Somewhere in the crowd of officials, somewhere in the middle of the achievement list, somewhere in third position in the phone book. Not bad, not great, but exactly what people called 'average'.

Leonardo Lionheart was the most 'ordinary' of all humans and faunus you can imagine. The same 'Hunter' from the general list of all possible and existing Hunters that ordinary people imagine. With slightly obscure features, 'some' kind of weaponry and 'some' missions on his belt.

Leonardo Lionheart presented himself as the most ordinary Hunter that could ever come out of Haven. A Hunter License proudly proclaiming that four years of studies, and years of prep school, had not been in vain. He upheld his certificate like a badge, or like a ticket to a bright future full of expensive wines, beautiful women and mind-blowing adventures.

Excluding the fact that, Leonardo Lionheart was always painfully aware that he was an 'ordinary' hunter.

The reason Hunters were trained in a batch of a dozen, two or, if they were lucky, three dozen a year in Haven was that there were very few prospective Hunters in the first place. There was only a small percentage of people who were capable of shooting huge monsters with their electric torch swords while twirling acrobatic pirouettes, not forgetting to flash their white-tipped smiles at the same time.

The ivory tower of society that is already more than the ordinary human of Faunus. Hunters are powerful warriors and powerful modern-day miracle-workers, darlings of the public, men, and women alike.

When you don't just think you're stronger than everyone around you, when you really are the strongest man in hundreds of thousands. When you possess the ability to single-handedly take over a small settlement, and when you're promised a hundred thousand lien rewards for a week or two of work. It's not hard to start losing touch with reality.

To look away from the harsh, dangerous work into the beautiful dreams of your third mansion and fifth yacht waiting for you on a private island dock.

But the problem with reality is that it is heartless to the dreams of the young and naive. One mistake, and instead of dreams of yachts, come dreams of the time when the number of your limbs was the same as the one you had at birth.

Sometimes, after a mistake, Hunters didn't dream of anything at all.

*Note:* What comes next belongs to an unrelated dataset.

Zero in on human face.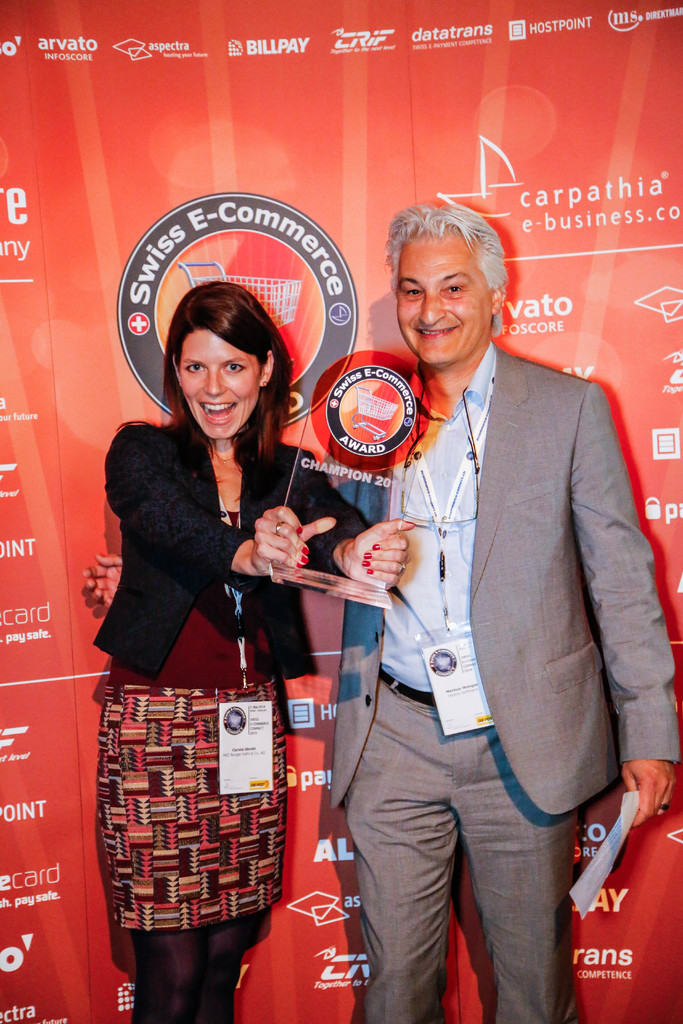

That's right, Hunters Academies trained their wards desperately, but some things cannot be learned within the confines of textbooks, lecture hours or even practical training. Half of the graduating teams of Hunters did not survive their first year, and another half of the remainder did not survive the first five years.

Those who survived the five years on the job were the Hunters that ordinary people imagined. Supporting the charming smile or even a serious frown, an existence straight out of the scary and beautiful stories, carrying the scars, and charm of veterans of terrible battles.

Those are the Hunters who lived up to it and became models for magazines, TV show stars and other prominent members of society, enticing young lads into their profession, posing for posters around.

Most of the Hunters, on the other hand, simply didn't live to see the other side of the heroic life of the 'super-humans', they had burned out in their early years. And never wanting anything more to do with either Hunters, Grimm, or even other humans.

There lies the crux of the problem. Freshly graduating Hunters rarely think of the worst, and far more likely, outcome, guided as they are by the gilded posters and the years of training they'd lived through. And as harsh as training at the Academy was, some things couldn't be prepared for at all.